Base, custom VPC stack, provisioned with Terraform in AWS

This post shows Terraform configuration files I have used to create base AWS stack for my projects. It is a minimal configuration for new VPC with public/private subnets and autoscaling bastion.

Following is my best attempt at illustrating it.

The stack consists of var.az_count (declared in variables.tf) subnets with route via NAT (here referred to as private) and equal number of subnets with route via Internet Gateway (aka public). The maximum value of var.az_count in this template is the number of availability zones in given var.region. This limitation comes from the fact that this template iterates with simple array index selector [count.index] rather than with Terraform's built-in function element(). Element() function would return modulo by array length.

Exactly one bastion is launched by autoscaling group in any of the defined and available (as in functioning) public subnets (so using ASG for availability, not scalability). The bastion only allows traffic on port 22 from single IP address declared as var.op_ip (as in operator's IP and not a CIDR format) and outbound traffic from bastion is allowed to go anywhere.

There is no other security groups (very restrictive by default, good) or ACLs defined (not so good to leave it like that).

I recommend extensive tagging as it makes identification of AWS resources easier in the console. If you use configuration management platforms such as Ansible, tagging becomes more than just a convenience. This snippet does not really stand for what I preach as it uses single var.tag_name to create tag called "Name" (with a suffix) on whichever resources allow it. In more usable case you could consider additional tagging without any suffixes for Environment (e.g. dev/test/prod) at the least. You can also tag by function (backoffice, web, datalayer, etc.). That allows you to cross cut your resources within your configuration management tool by a range of aspects.

I only use eu-west-1 and eu-west-2 regions so make sure you add appropriate image ids for your region and system of choice in variables.tf. You will find images for AMI and Ubuntu for the above two regions are prepopulated in that file.

If you like pretty pictures like the one above... It took some experimenting to find a suitable tool for creating AWS diagrams. I really like draw.io for this purpose. Open draw.io in AWS mode first. Then menu File / Open From / URL and point it to

Right click and copy this url

Note: This stack may incur charge for the resources used.

If you find something wrong (minding the aforementioned limitations) with this stack please let me know. Also, can you see any opportunity to improve the stack or diagram?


Directions for this task: Copy out the entries exactly, and wherever a picture appears, leave it out.

Collected data entries:
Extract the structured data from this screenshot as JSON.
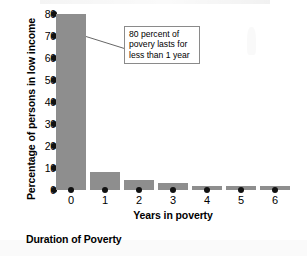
{
  "caption": "Duration of Poverty",
  "annotation": {
    "line1": "80 percent of",
    "line2": "povery lasts for",
    "line3": "less than 1 year"
  },
  "colors": {
    "bar": "#8e8e8e",
    "text": "#000000",
    "annotation_border": "#8a8a8a",
    "background": "#ffffff"
  },
  "chart_data": {
    "type": "bar",
    "title": "Duration of Poverty",
    "xlabel": "Years in poverty",
    "ylabel": "Percentage of persons in low income",
    "categories": [
      "0",
      "1",
      "2",
      "3",
      "4",
      "5",
      "6"
    ],
    "values": [
      80,
      8,
      4.5,
      3,
      2,
      2,
      2
    ],
    "ylim": [
      0,
      80
    ],
    "yticks": [
      0,
      10,
      20,
      30,
      40,
      50,
      60,
      70,
      80
    ],
    "ytick_labels": [
      "0",
      "10",
      "20",
      "30",
      "40",
      "50",
      "60",
      "70",
      "80"
    ],
    "grid": false,
    "legend": false,
    "annotations": [
      {
        "text": "80 percent of povery lasts for less than 1 year",
        "points_to_category": "0"
      }
    ]
  }
}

Exercise solution:
Extract the structured data from this screenshot as JSON.
{
  "caption": "Duration of Poverty",
  "annotation": {
    "line1": "80 percent of",
    "line2": "povery lasts for",
    "line3": "less than 1 year"
  },
  "colors": {
    "bar": "#8e8e8e",
    "text": "#000000",
    "annotation_border": "#8a8a8a",
    "background": "#ffffff"
  },
  "chart_data": {
    "type": "bar",
    "title": "Duration of Poverty",
    "xlabel": "Years in poverty",
    "ylabel": "Percentage of persons in low income",
    "categories": [
      "0",
      "1",
      "2",
      "3",
      "4",
      "5",
      "6"
    ],
    "values": [
      80,
      8,
      4.5,
      3,
      2,
      2,
      2
    ],
    "ylim": [
      0,
      80
    ],
    "yticks": [
      0,
      10,
      20,
      30,
      40,
      50,
      60,
      70,
      80
    ],
    "ytick_labels": [
      "0",
      "10",
      "20",
      "30",
      "40",
      "50",
      "60",
      "70",
      "80"
    ],
    "grid": false,
    "legend": false,
    "annotations": [
      {
        "text": "80 percent of povery lasts for less than 1 year",
        "points_to_category": "0"
      }
    ]
  }
}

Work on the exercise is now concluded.